After his return he passed some time in the solitude of Streneshalch, now Whitby; but after a year and some months went to Durham to offer up his prayers before the shrine of St Cuthbert, and from thence retired into the desert of Finchal or Finkley, three miles from Durham, near the river Wear. St John Baptist and St Cuthbert he chose for his principal patrons and models.
HIS AUSTERITIES
The austerities which he practised are rather to be admired than imitated. He had his regular tasks and devotion, consisting of psalms and other prayers which he had learned by heart, and which he constantly recited at midnight, break of day, and the other canonical hours, besides a great number of other devotions.
Though he was ignorant of the very elements of learning, he was too well experienced in the happy art of conversing with God and his own soul ever to be at a loss how to employ his time in solitude.
Whole days and nights seemed too short for his rapturous contemplations, one of which he often wished with St Bruno he could have continued without interruption for eternity, in inflamed acts of adoration, compunction, love or praise.
His patience under the sharpest pains of sicknesses or ulcers, and all manner of trials, was admirable; but his humility was yet more astonishing. His conversation was meek, humble, and simple. He concealed as much as possible from the sight and knowledge of all men whatever might procure their esteem, and he was even unwilling any one should see or speak with him.
A MONK OF DURHAM WAS HIS CONFESSOR
Yet this he saw himself obliged to allow on certain days every week to such as came with the leave of the prior of Durham, under whose care and obedience he lived.

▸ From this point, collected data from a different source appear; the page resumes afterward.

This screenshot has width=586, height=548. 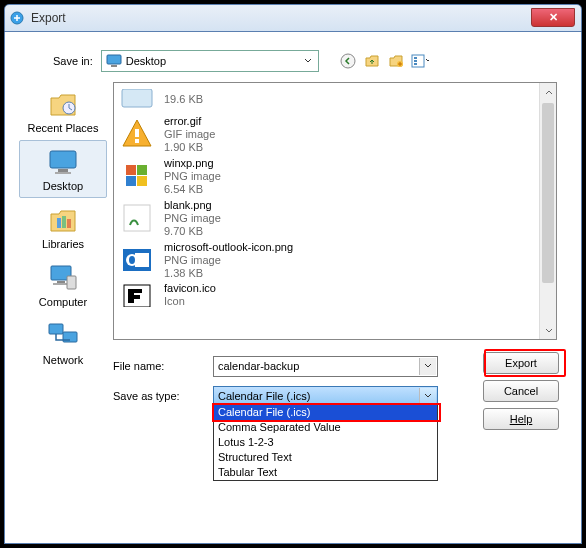 I want to click on computer-icon, so click(x=63, y=278).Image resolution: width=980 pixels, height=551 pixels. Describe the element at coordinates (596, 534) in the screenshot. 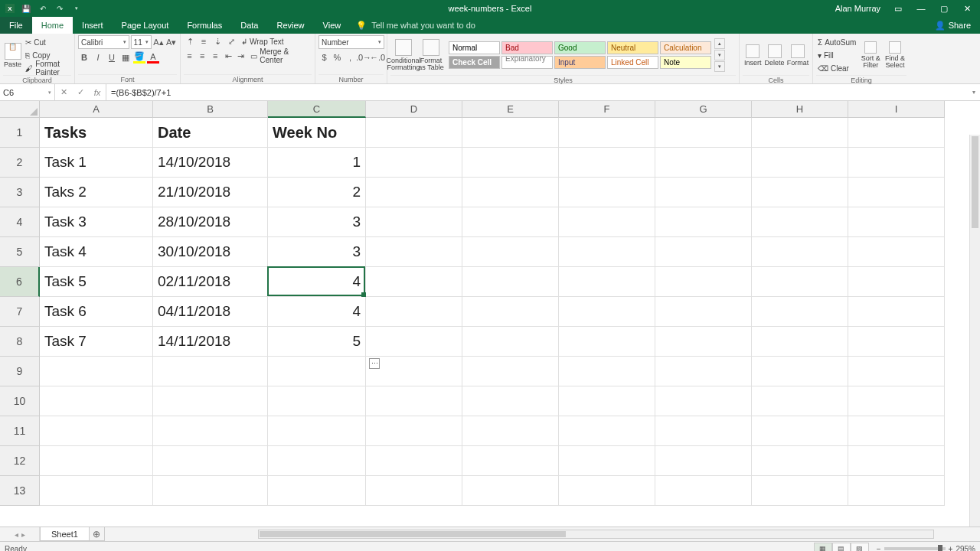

A monk of that house was his confessor, said Mass for him, and administered him the sacraments in a chapel adjoining to his cell, which the holy man had built in honour of St John Baptist.
HIS HUMILITY
He was most averse from all pride and vanity, and never spoke of himself but as of the most sinful of creatures, a counterfeit hermit, an empty phantom of a religious man: lazy, slothful, proud, and imperious, abusing the charity of good people who assisted him with their alms.

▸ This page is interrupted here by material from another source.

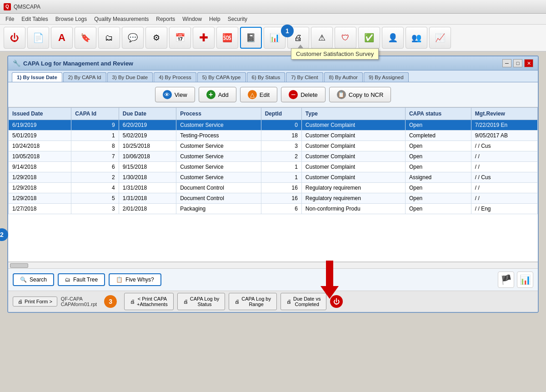 The image size is (546, 392). I want to click on tab-capa-id: 2) By CAPA Id, so click(85, 77).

But the more the saint humbled himself the more did God exalt him by his grace, and by wonderful miraculous gifts. For several years before his death he was confined to his bed by sickness and old age.
William of Newbridge who visited him during that time, tells us that though his body appeared in a manner dead, his tongue was ever repeating the sacred names of the three Divine Persons, and in his countenance there appeared a wonderful dignity, accompanied with an unusual grace and sweetness.
HIS HAPPY DEATH
Having remained in this desert sixty-three years he was seized with his last illness, and happily departed to his Lord on May 21, 1170, in the reign of Henry II.

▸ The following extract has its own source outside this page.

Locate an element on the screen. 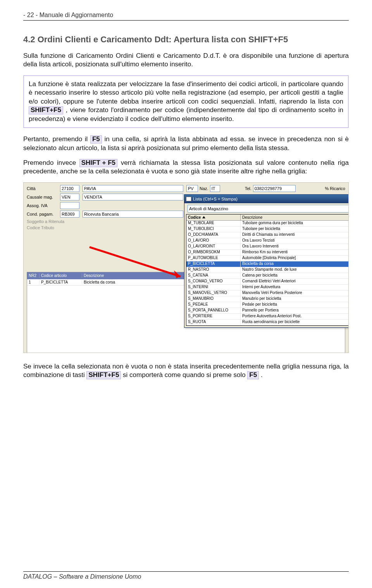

His body was buried in the chapel of St John Baptist. Many miracles confirmed the opinion of his sanctity, and a little chapel was built to his memory by Richard, brother to Hugh Pidsey, bishop of Durham.
From Fr Butler's Lives of the Saints
PRAYER:
Grant, we beseech you, almighty God, that the venerable feast of Saint Godric may increase our devotion and promote our salvation. Through our Lord Jesus Christ, your Son, who lives and reigns with you in the unity of the Holy Spirit, God, for ever and ever. Amen.